TestReflector

Installation

def deps do
  [
    {:test_reflector, "~> 0.1.1"}
  ]
end

Pattern Name

TestReflector

Problem

In an isolated Test how do we:

  1. assert that dependent module-functions were called by the Subject-Under-Test?
  2. assert that the correct arguments were passed to the dependent module-functions?
  3. stub out return data that the dependent module-function should return?

Context

We are writing isolated, pure, fast-running Unit Tests. In Elixir we can think of this as Module testing. Because we want to limit the test to one module. Classic blog post by Mike Feathers and what makes unit different from Integration testing.
A Set of Unit Testing Rules

##### A test is not a unit test if:

  1. It talks to the database
  2. It communicates across the network
  3. It touches the file system
  4. It can’t run at the same time as any of your other unit tests
  5. You have to do special things to your environment (such as editing config files) to run it.

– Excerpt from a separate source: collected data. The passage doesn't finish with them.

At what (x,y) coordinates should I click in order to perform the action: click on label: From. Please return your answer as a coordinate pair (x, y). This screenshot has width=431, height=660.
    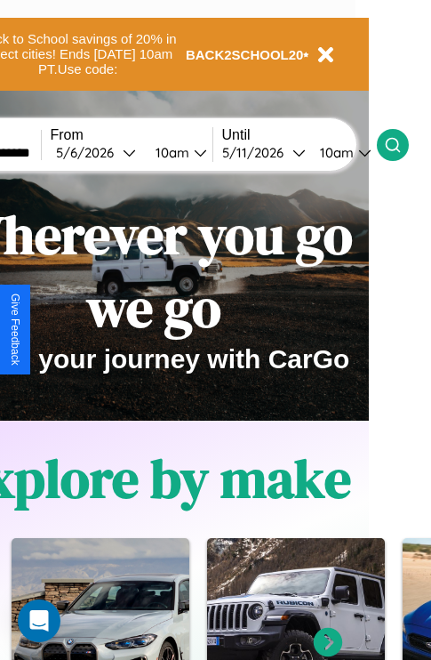
    Looking at the image, I should click on (132, 135).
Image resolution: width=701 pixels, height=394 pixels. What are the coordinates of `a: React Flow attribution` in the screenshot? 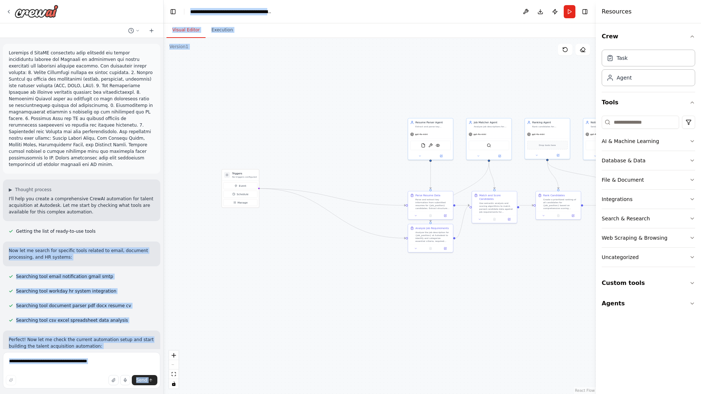 It's located at (585, 391).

In Elixir there are two more Rules:

  1. It can’t read the System Time (subset of rule 5 above, but often forgotten)
  2. It cannot involve the erlang Scheduler. No multiple processes.

Solution

Inject into the Code-Under-Test a Reflector with the same interface as the real depedency.

Limitations


Example using Reflector in a test

See the real usage in: TestReflector.DemoTest

  @deps %{ needed: DependentReflector }

  test "some test pseudo code for demo purposes" do
    # Given
    resource = build(:resource)
    DependentReflector.stash_get({:ok, 42})
    # When
    result = TargetCode.a_function_that_calls_dependent_get(@params, @deps)
    # Then
    assert {:ok, asset} == result
    assert asset.resource_id == resource.id
    assert_receive {:get, _}
  end

## Defining the ResourceReflector

provide only semantically meaningful parts

Discussion

Why not use techniques and tools like MOX ?

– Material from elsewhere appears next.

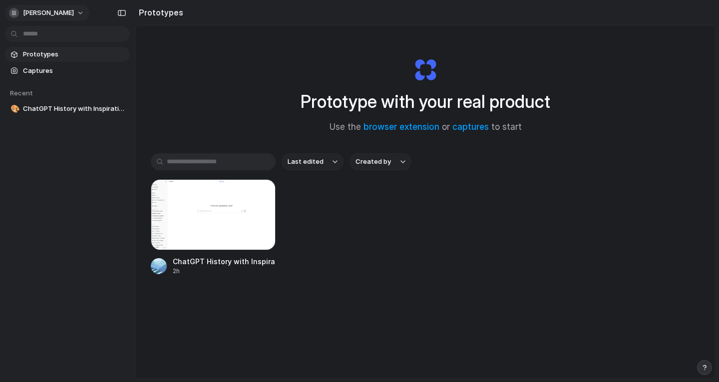 The width and height of the screenshot is (719, 382). I want to click on button: Last edited, so click(313, 162).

See the Mocks as locals section in Mocks and explicit contracts

“Although we have used the application configuration for solving the external API issue, sometimes it is easier to just pass the dependency as argument. Imagine this example in Elixir where some function may perform heavy work which you want to isolate in tests:” – José Valim

José seems to say that Mox is good for large external interfaces. And points to Mocks as Locals as a way to do testing for simpler smaller cases. These simpler cases are Unit tests.